Half an hour out of Saigon I do as required and go into the toilet to change into my uniform. I’ve left my run too late and I’m just about ready when I’m knocked arse over tit in the toilet as the Pan Am jet makes a steep spiralling descent over Tan Son Nhut airfield, so as to be less exposed to any enemy fire aimed at it from the nearby swamplands. Back in my seat, I see the sun reflecting off the rice paddies that seem to stretch out forever from the airfield.

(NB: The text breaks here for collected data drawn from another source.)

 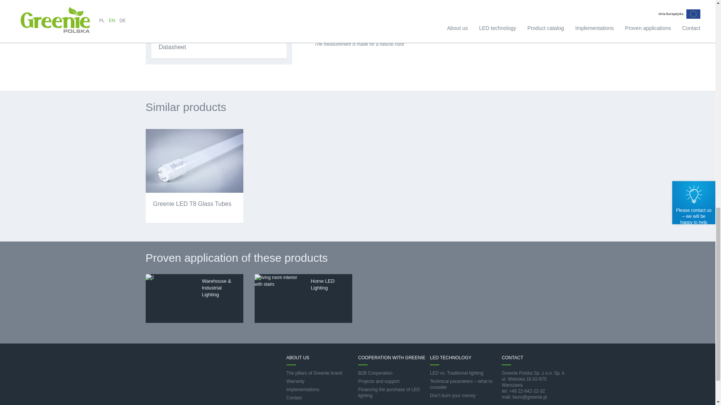 I want to click on Warranty, so click(x=295, y=381).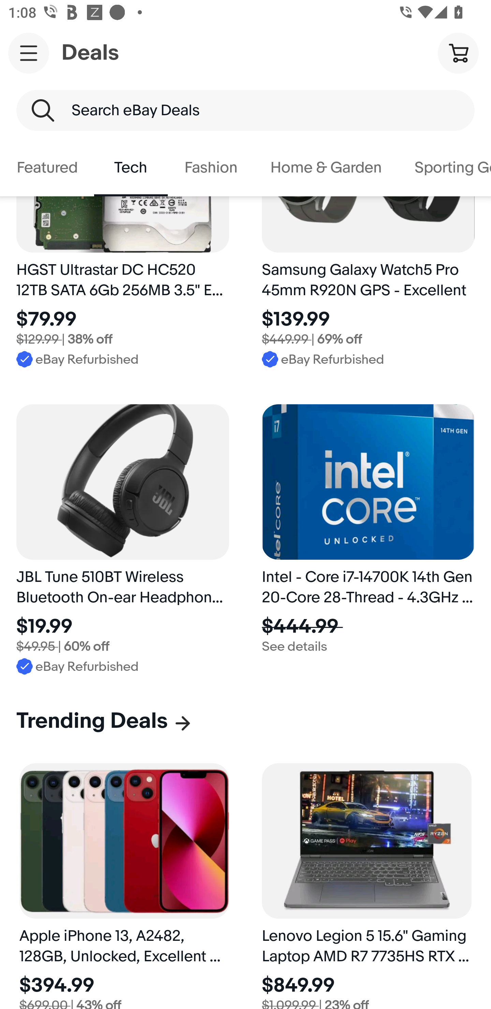 The image size is (491, 1009). I want to click on Featured. Button. 1 of 7. Featured, so click(47, 168).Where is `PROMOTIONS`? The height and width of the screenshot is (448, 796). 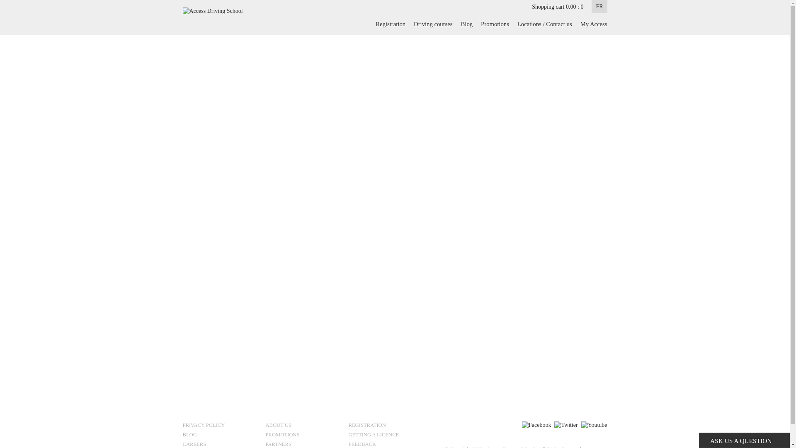 PROMOTIONS is located at coordinates (304, 435).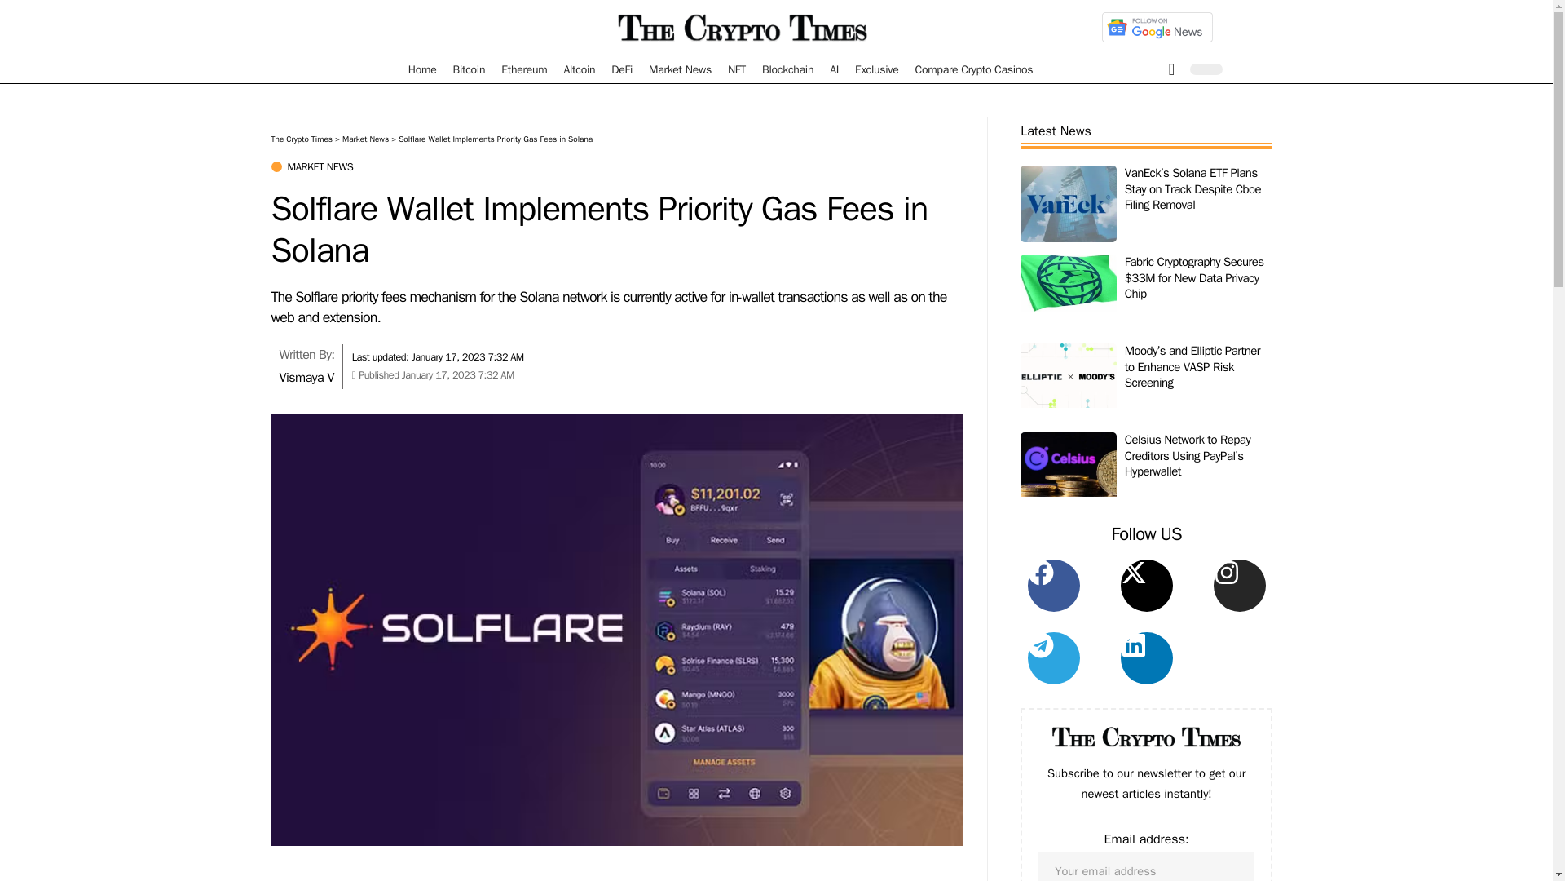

As we taxi in, I get a whiff of what the Yanks mean by war and I can’t help wondering, even in a guerilla war, how an enemy with almost no resources will be able to stand up to this lot. We pass planes parked seemingly everywhere, Phantom jets, Caribou and Hercules C130 Transports, helicopters, dozens and dozens in clusters and, in the distance, the huge, lumbering B52 bombers that carry racks of 1000-pound bombs. Then I see one of them trundling along a runway and I think of a pelican back home. Pelicans don’t look like they can fly, they almost can’t walk, each step in slow motion and they really seem to battle to get into the air, but once airborne they are one of the mightiest fliers of them all, graceful and beautiful to behold in flight. The B52 miraculously rises into the air, so slowly I think it must fall out of the sky any moment, but it doesn’t, and like a pelican, once up, it appears to fly effortlessly.